Image of the day

The subject areas

  • CIVIL AND MILITARY ARCHITECTURE
  • INDUSTRIAL ARCHITECTURE
  • RELIGIOUS ARCHITECTURE
  • AGRICULTURAL BUILDINGS
  • COASTLINE
  • MANORS, CASTLES AND HOUSES
  • MEGALITHS
  • RUINS
  • TOWNS AND VILLAGES
  • COUNTRYSIDE AND FOREST

Collections

Here we wish to highlight certain iconographic collections, particularly those related to the subject areas of environment and heritage. The collections in question comprise views of landscapes, buildings, works of art preserved in churches, postcards, various 19th-century archives, etc. The aim is to give you visual information on the local area, ranging from more sweeping panoramas to details of specific buildings or objects. You can use our comparison function in the viewer to see how this heritage and its immediate environment have developed over time.

The website covers the whole of historical Brittany. See below for a more detailed description of the collections. We're expecting further collections in the coming months, including aerial views, to complement Images Past and Present.

 



Introducing the collections

Landscape Atlas

Travelling through the Ille-et-Vilaine département is an opportunity to discover many different landscapes, including plains, plateaus and coastline, resulting from geomorphology, shaped by erosion, along with centuries of human activity. A landscape is, above all, part of a local area as perceived and felt by its residents.*

Landscape atlases are tools that enable us to appreciate the unique nature of all the different landscapes making up a given territory. The Ille-et-Vilaine Département has partnered with State services to develop the Ille-et-Vilaine Landscape Atlas. This tool is now available online at https://paysages.ille-et-vilaine.fr and identifies twenty-nine landscape units making up a diverse patchwork. Describing the landscape structures has enabled us to identify the challenges and dynamics associated with each landscape unit.

*The etymology of the word landscape refers to "what we're given to see," "a chosen piece" of the land. The European Landscape Convention specifies the concept of a landscape as "part of the land, as perceived by local people or visitors, which evolves through time as a result of being acted upon by natural forces and human beings."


*YOUR GOAL*. Report how many lines of the records below include the word "Dialing". Give nothing but the number.

── SUPPLIED MATERIAL

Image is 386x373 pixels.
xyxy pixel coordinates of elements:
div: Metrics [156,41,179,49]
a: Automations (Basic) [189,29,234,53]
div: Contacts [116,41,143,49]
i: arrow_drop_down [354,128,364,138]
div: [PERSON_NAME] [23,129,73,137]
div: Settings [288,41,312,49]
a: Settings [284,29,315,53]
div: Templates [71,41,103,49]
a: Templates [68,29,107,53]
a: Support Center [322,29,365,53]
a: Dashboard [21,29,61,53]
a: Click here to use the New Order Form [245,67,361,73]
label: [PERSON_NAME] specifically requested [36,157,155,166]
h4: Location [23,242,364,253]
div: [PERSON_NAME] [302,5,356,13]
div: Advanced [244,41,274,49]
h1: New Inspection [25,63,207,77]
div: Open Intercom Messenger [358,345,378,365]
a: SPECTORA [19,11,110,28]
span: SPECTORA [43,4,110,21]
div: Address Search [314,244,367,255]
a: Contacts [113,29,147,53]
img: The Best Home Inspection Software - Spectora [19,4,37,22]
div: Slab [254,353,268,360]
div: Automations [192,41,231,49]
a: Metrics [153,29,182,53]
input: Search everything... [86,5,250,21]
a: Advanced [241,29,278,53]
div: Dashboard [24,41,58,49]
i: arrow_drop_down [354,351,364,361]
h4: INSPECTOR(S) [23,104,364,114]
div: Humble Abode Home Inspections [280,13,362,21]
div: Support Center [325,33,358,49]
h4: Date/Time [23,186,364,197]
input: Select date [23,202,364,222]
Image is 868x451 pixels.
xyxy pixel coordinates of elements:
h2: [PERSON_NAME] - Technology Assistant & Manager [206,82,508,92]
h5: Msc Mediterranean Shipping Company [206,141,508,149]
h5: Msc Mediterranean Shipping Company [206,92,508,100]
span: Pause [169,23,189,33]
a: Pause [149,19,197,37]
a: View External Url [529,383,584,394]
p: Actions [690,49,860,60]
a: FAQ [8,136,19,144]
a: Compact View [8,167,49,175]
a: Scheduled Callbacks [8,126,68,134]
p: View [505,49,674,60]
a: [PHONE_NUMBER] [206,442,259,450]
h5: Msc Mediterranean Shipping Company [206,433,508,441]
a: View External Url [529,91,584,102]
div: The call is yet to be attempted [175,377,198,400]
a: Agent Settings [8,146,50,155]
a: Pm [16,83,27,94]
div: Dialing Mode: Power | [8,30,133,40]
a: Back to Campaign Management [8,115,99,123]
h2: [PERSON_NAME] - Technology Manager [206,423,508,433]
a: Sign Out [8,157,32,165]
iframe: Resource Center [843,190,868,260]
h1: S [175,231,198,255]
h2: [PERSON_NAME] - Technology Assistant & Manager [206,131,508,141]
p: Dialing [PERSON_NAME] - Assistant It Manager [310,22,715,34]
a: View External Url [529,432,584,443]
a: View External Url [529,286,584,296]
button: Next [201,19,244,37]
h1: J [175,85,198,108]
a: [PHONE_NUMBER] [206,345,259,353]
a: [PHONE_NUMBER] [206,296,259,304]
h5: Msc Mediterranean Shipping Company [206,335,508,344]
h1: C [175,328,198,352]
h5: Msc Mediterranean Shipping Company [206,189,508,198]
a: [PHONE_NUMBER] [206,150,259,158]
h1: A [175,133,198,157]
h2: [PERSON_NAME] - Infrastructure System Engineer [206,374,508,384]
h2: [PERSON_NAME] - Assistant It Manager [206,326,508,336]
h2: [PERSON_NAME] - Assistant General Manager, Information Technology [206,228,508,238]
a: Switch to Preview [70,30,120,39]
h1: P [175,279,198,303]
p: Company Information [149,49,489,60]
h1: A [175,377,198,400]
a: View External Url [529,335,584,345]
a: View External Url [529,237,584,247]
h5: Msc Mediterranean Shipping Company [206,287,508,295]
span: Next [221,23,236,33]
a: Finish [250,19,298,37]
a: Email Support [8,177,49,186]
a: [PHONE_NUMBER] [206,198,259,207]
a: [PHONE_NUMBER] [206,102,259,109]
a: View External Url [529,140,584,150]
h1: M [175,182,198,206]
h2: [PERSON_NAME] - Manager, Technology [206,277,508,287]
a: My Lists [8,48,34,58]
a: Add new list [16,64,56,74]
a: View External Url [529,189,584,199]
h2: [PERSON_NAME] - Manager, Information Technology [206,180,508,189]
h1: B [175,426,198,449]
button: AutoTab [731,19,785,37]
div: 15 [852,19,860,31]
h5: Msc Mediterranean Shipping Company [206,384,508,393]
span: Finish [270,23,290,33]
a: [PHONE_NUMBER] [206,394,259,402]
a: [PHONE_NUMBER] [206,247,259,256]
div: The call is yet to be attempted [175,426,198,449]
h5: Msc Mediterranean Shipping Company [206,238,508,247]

────

*WORKED SOLUTION*. 2